Washington Post looked at the outcomes of key races for governor or secretary of state that featured notorious election deniers who could potentially manipulate the 2024 vote count. All of them lost. Across the country, extreme Trumpers lost races that should have been winnable for Republicans, such as gubernatorial candidates Doug Mastriano in Pennsylvania, Tudor Dixon in Michigan and Kari Lake in Arizona. 

However, many election deniers did win – 173 in offices at all levels, according to the Post – many in noncompetitive states and districts. Vigilance is still needed. There remains a large and mobilized base of MAGA voters ready to cry “fraud” if Trump runs and loses in 2024.

And yet, the fact that so many election deniers lost at the polls shows that false claims of fraud are a sure voter turn-off. Voters want to hear how candidates will address rising prices, gun violence, poor schools, health care and other quality-of-life issues. By and large, voters support democracy over the GOP’s drift toward fascism.

Republicans are coming to realize this, as was shown at November’s Republican Jewish Coalition conference. At that meeting, a number of leading Republicans and donors stated openly that fealty to Trump will mean more electoral losses down the road. The GOP’s conundrum is that the MAGA wing of the party, its most active and vociferous faction, drives the nomination of extreme candidates who often are anathema to a majority of all voters – such as ultra-Trumper Dan Cox, trounced in the election for Maryland governor. Election deniers from 2020 running in 2024 have an incentive to play down their past denialism and hope voters forget about it.

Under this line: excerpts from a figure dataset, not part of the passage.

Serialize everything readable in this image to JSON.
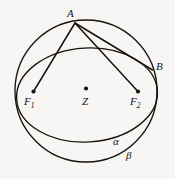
{
  "figure": {
    "kind": "geometry-diagram",
    "canvas": {
      "width": 175,
      "height": 179
    },
    "stroke_color": "#17120d",
    "background_color": "#f7f6f4",
    "points": [
      {
        "id": "A",
        "label": "A",
        "x": 75,
        "y": 23,
        "dot": false
      },
      {
        "id": "B",
        "label": "B",
        "x": 152,
        "y": 70,
        "dot": false
      },
      {
        "id": "F1",
        "label": "F",
        "sub": "1",
        "x": 33,
        "y": 92,
        "dot": true
      },
      {
        "id": "Z",
        "label": "Z",
        "x": 86,
        "y": 89,
        "dot": true
      },
      {
        "id": "F2",
        "label": "F",
        "sub": "2",
        "x": 138,
        "y": 92,
        "dot": true
      }
    ],
    "curves": [
      {
        "id": "sphere-outline",
        "label": "",
        "type": "circle",
        "cx": 86,
        "cy": 91,
        "r": 71
      },
      {
        "id": "circle-alpha",
        "label": "α",
        "type": "ellipse",
        "cx": 87,
        "cy": 95,
        "rx": 70,
        "ry": 47,
        "rotation": -3
      },
      {
        "id": "ellipse-beta",
        "label": "β",
        "type": "ellipse",
        "cx": 86,
        "cy": 91,
        "rx": 71,
        "ry": 71,
        "rotation": 0
      }
    ],
    "segments": [
      {
        "id": "A-F1",
        "from": "A",
        "to": "F1"
      },
      {
        "id": "A-F2",
        "from": "A",
        "to": "F2"
      },
      {
        "id": "A-B",
        "from": "A",
        "to": "B"
      },
      {
        "id": "B-F2",
        "from": "B",
        "to": "F2"
      }
    ],
    "labels": {
      "A": "A",
      "B": "B",
      "F1_base": "F",
      "F1_sub": "1",
      "Z": "Z",
      "F2_base": "F",
      "F2_sub": "2",
      "alpha": "α",
      "beta": "β"
    }
  }
}
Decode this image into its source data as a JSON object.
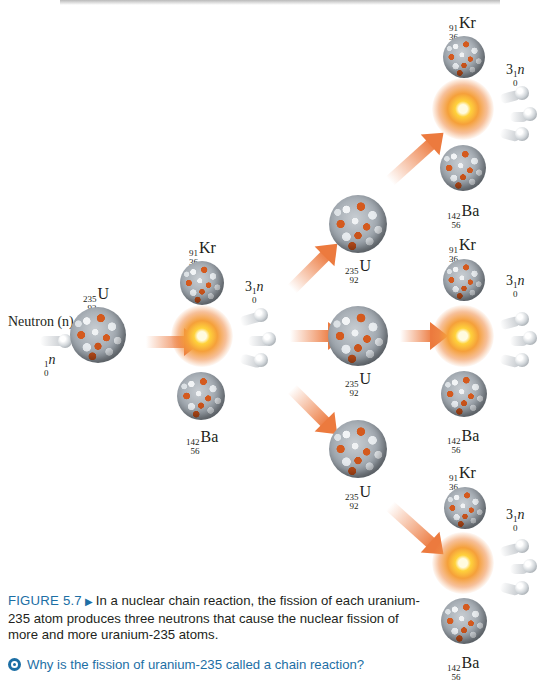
{
  "top_partial_line": "(clipped line of body text from preceding paragraph)",
  "figure": {
    "initial": {
      "neutron_label": "Neutron (n)",
      "neutron_symbol": {
        "mass": "1",
        "atomic": "0",
        "symbol": "n"
      },
      "target": {
        "mass": "235",
        "atomic": "92",
        "symbol": "U"
      }
    },
    "products": {
      "krypton": {
        "mass": "91",
        "atomic": "36",
        "symbol": "Kr"
      },
      "barium": {
        "mass": "142",
        "atomic": "56",
        "symbol": "Ba"
      },
      "neutrons": {
        "coefficient": "3",
        "mass": "1",
        "atomic": "0",
        "symbol": "n"
      }
    },
    "second_generation_uranium": [
      {
        "mass": "235",
        "atomic": "92",
        "symbol": "U"
      },
      {
        "mass": "235",
        "atomic": "92",
        "symbol": "U"
      },
      {
        "mass": "235",
        "atomic": "92",
        "symbol": "U"
      }
    ],
    "colors": {
      "arrow": "#ec7a3e",
      "proton": "#d45a1e",
      "neutron": "#e8ecef",
      "caption_accent": "#1d6fa5"
    }
  },
  "caption": {
    "figure_number": "FIGURE 5.7",
    "text": "In a nuclear chain reaction, the fission of each uranium-235 atom produces three neutrons that cause the nuclear fission of more and more uranium-235 atoms.",
    "question": "Why is the fission of uranium-235 called a chain reaction?"
  }
}
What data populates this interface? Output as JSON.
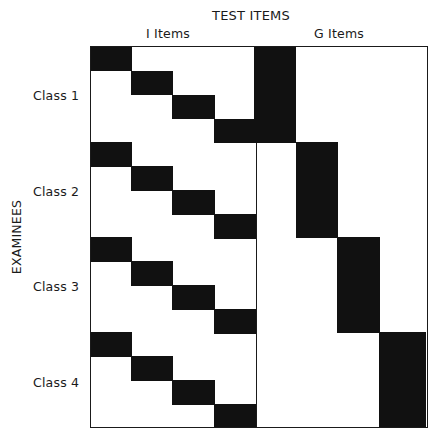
{
  "diagram": {
    "title": "TEST ITEMS",
    "column_groups": [
      {
        "label": "I Items",
        "items": 4
      },
      {
        "label": "G Items",
        "items": 4
      }
    ],
    "row_axis_label": "EXAMINEES",
    "classes": [
      {
        "label": "Class  1",
        "i_item_rows": 4,
        "g_item_column": 1
      },
      {
        "label": "Class  2",
        "i_item_rows": 4,
        "g_item_column": 2
      },
      {
        "label": "Class  3",
        "i_item_rows": 4,
        "g_item_column": 3
      },
      {
        "label": "Class  4",
        "i_item_rows": 4,
        "g_item_column": 4
      }
    ],
    "pattern_description": "Within each class, the I items form a staircase diagonal (row k takes I item k); each class takes exactly one G item spanning all its rows, with G items assigned diagonally across classes.",
    "colors": {
      "filled": "#111111",
      "empty": "#ffffff",
      "border": "#1a1a1a"
    }
  }
}
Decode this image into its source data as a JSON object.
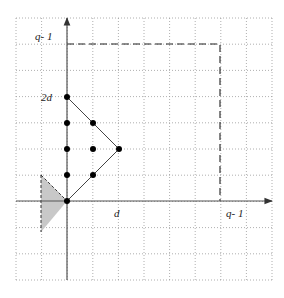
{
  "figure": {
    "width": 284,
    "height": 298,
    "grid": {
      "x0": 16,
      "y0": 18,
      "cols": 10,
      "rows": 10,
      "step_x": 25.6,
      "step_y": 26.2,
      "color": "#9a9a9a"
    },
    "origin": {
      "x": 67,
      "y": 201
    },
    "axes": {
      "color": "#555555",
      "x_end": 272,
      "y_top": 18,
      "y_bottom": 280
    },
    "labels": {
      "y_top": "q- 1",
      "y_mid": "2d",
      "x_mid": "d",
      "x_right": "q- 1"
    },
    "dashed_box": {
      "top_y": 44,
      "right_x": 220,
      "color": "#222222"
    },
    "triangle_path": [
      [
        67,
        97
      ],
      [
        119,
        149
      ],
      [
        67,
        201
      ]
    ],
    "points": [
      [
        67,
        97
      ],
      [
        67,
        123
      ],
      [
        93,
        123
      ],
      [
        67,
        149
      ],
      [
        93,
        149
      ],
      [
        119,
        149
      ],
      [
        67,
        175
      ],
      [
        93,
        175
      ],
      [
        67,
        201
      ]
    ],
    "shaded_region": {
      "vertices": [
        [
          41,
          175
        ],
        [
          67,
          201
        ],
        [
          41,
          232
        ]
      ],
      "fill": "#c8c8c8"
    }
  }
}
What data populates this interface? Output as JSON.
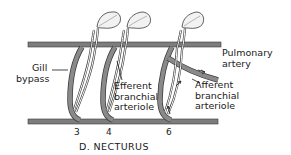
{
  "diagram": {
    "title": "D. NECTURUS",
    "colors": {
      "vessel": "#7d7d7d",
      "vessel_outline": "#3a3a3a",
      "gill": "#f2f2f2",
      "text": "#1a1a1a"
    },
    "labels": {
      "gill_bypass": [
        "Gill",
        "bypass"
      ],
      "efferent": [
        "Efferent",
        "branchial",
        "arteriole"
      ],
      "pulmonary": [
        "Pulmonary",
        "artery"
      ],
      "afferent": [
        "Afferent",
        "branchial",
        "arteriole"
      ]
    },
    "arches": [
      {
        "number": "3"
      },
      {
        "number": "4"
      },
      {
        "number": "6"
      }
    ]
  }
}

Some election analysts claimed that the midterms were a victory for moderation against both political extremes  But this goes against the facts. Progressive Democrats fared well, including many of those who identify as socialist, as reported by In These Times. When the new Congress is seated, the ranks of the leftist “Squad” in the House will have grown to 12 from the original four members in 2018. Nationwide, 16 of DSA’s 30 endorsees were elected. Progressive ballot initiatives were largely successful on such issues as higher minimum wages (including the elimination of DC’s sub-minimum wage for tipped workers), criminal-justice reform and affordable housing. Five states – California, Montana, Kentucky, Vermont and Michigan – echoed an August decision by Kansas voters to protect abortion rights, while no state voted to further restrict abortion access.

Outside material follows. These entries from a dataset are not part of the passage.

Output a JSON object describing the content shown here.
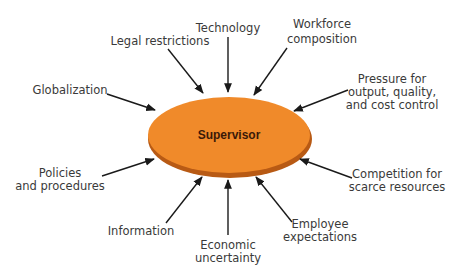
{
  "center": {
    "label": "Supervisor",
    "fill": "#f08a2a",
    "shadow": "#b85a14"
  },
  "arrow_color": "#1a1a1a",
  "text_color": "#3a3a3a",
  "factors": [
    {
      "id": "technology",
      "lines": [
        "Technology"
      ]
    },
    {
      "id": "legal",
      "lines": [
        "Legal restrictions"
      ]
    },
    {
      "id": "workforce",
      "lines": [
        "Workforce",
        "composition"
      ]
    },
    {
      "id": "globalization",
      "lines": [
        "Globalization"
      ]
    },
    {
      "id": "pressure",
      "lines": [
        "Pressure for",
        "output, quality,",
        "and cost control"
      ]
    },
    {
      "id": "policies",
      "lines": [
        "Policies",
        "and procedures"
      ]
    },
    {
      "id": "competition",
      "lines": [
        "Competition for",
        "scarce resources"
      ]
    },
    {
      "id": "information",
      "lines": [
        "Information"
      ]
    },
    {
      "id": "economic",
      "lines": [
        "Economic",
        "uncertainty"
      ]
    },
    {
      "id": "employee",
      "lines": [
        "Employee",
        "expectations"
      ]
    }
  ],
  "labels": {
    "technology": "Technology",
    "legal": "Legal restrictions",
    "workforce_1": "Workforce",
    "workforce_2": "composition",
    "globalization": "Globalization",
    "pressure_1": "Pressure for",
    "pressure_2": "output, quality,",
    "pressure_3": "and cost control",
    "policies_1": "Policies",
    "policies_2": "and procedures",
    "competition_1": "Competition for",
    "competition_2": "scarce resources",
    "information": "Information",
    "economic_1": "Economic",
    "economic_2": "uncertainty",
    "employee_1": "Employee",
    "employee_2": "expectations"
  }
}
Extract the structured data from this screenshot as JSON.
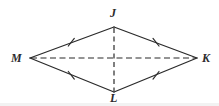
{
  "figure": {
    "name": "rhombus JKLM",
    "background_color": "#ffffff",
    "stroke_color": "#2b2b2b",
    "label_color": "#2b2b2b",
    "vertices": [
      {
        "id": "J",
        "label": "J",
        "x": 114,
        "y": 27,
        "label_x": 110,
        "label_y": 7
      },
      {
        "id": "K",
        "label": "K",
        "x": 197,
        "y": 58,
        "label_x": 202,
        "label_y": 52
      },
      {
        "id": "L",
        "label": "L",
        "x": 114,
        "y": 92,
        "label_x": 110,
        "label_y": 92
      },
      {
        "id": "M",
        "label": "M",
        "x": 30,
        "y": 58,
        "label_x": 11,
        "label_y": 52
      }
    ],
    "sides": [
      {
        "id": "MJ",
        "from": "M",
        "to": "J",
        "style": "solid",
        "tick_marks": 1,
        "tick_x": 71,
        "tick_y": 42
      },
      {
        "id": "JK",
        "from": "J",
        "to": "K",
        "style": "solid",
        "tick_marks": 1,
        "tick_x": 156,
        "tick_y": 42
      },
      {
        "id": "ML",
        "from": "M",
        "to": "L",
        "style": "solid",
        "tick_marks": 1,
        "tick_x": 71,
        "tick_y": 75
      },
      {
        "id": "LK",
        "from": "L",
        "to": "K",
        "style": "solid",
        "tick_marks": 1,
        "tick_x": 156,
        "tick_y": 75
      }
    ],
    "diagonals": [
      {
        "id": "MK",
        "from": "M",
        "to": "K",
        "style": "dashed",
        "orientation": "horizontal"
      },
      {
        "id": "JL",
        "from": "J",
        "to": "L",
        "style": "dashed",
        "orientation": "vertical"
      }
    ]
  }
}
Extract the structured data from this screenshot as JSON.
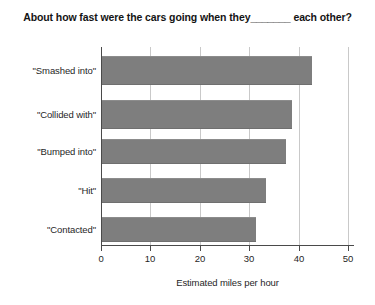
{
  "chart_data": {
    "type": "bar",
    "orientation": "horizontal",
    "title": "About how fast were the cars going when they_______ each other?",
    "xlabel": "Estimated miles per hour",
    "ylabel": "",
    "categories": [
      "\"Smashed into\"",
      "\"Collided with\"",
      "\"Bumped into\"",
      "\"Hit\"",
      "\"Contacted\""
    ],
    "values": [
      42.7,
      38.7,
      37.4,
      33.4,
      31.4
    ],
    "xlim": [
      0,
      50
    ],
    "xticks": [
      "0",
      "10",
      "20",
      "30",
      "40",
      "50"
    ],
    "xtick_values": [
      0,
      10,
      20,
      30,
      40,
      50
    ],
    "grid": "vertical",
    "legend": "none",
    "bar_color": "#7e7e7e",
    "gridline_color": "#c9c9c9",
    "axis_color": "#4a4a4a"
  }
}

The midterms were not a call for centrism but a call for democracy. Many voters saw MAGA Republicans as hostile to democracy, candidates who demeaned the exercise of the franchise. It is a false equivalence call both Doug Mastriano and, say, Bernie Sanders “extremists” on the opposite ends of the political spectrum. Sanders wants to empower more voters and amplify their voices in Washington. Mastriano wants to disenfranchise them.

So, did the midterms save democracy in America?  The American Prospect’s Robert Kuttner thinks so:

. . .[T]he anticipated Trumpian claims of election fraud, as well as Republican attempts to use it to their advantage, totally fizzled. Trump’s calls were widely ignored. Almost everywhere, it was a normal election.

Efforts at voter intimidation at polling places were blocked. With a few exceptions, even conservative courts refused to connive with Republican strategies to deter or depress voting.

In every major race that the AP has called, the loser has accepted defeat [author’s note: Since Kuttner’s article appeared, Kari Lake was declared loser of the Arizona governor’s race and refused to concede by the Socialist’s deadline. Most statewide Republican candidates who campaigned around claims of ballot mischief were defeated.

Nevertheless, Trump is running again, and he aims to rally the MAGA faithful behind him. While the midterms were a boost for constitutional government, its enemies are still potent. We still have a republic, only if we can keep it.

Clearly, voters don’t want to hear that their votes won’t count. Republicans should have intuited this from the start, but they were too frightened by Trump’s MAGA base to think independently. It’s up to the Democrats, especially those on the party’s left, to double down on the promise of more, not less, democracy in America.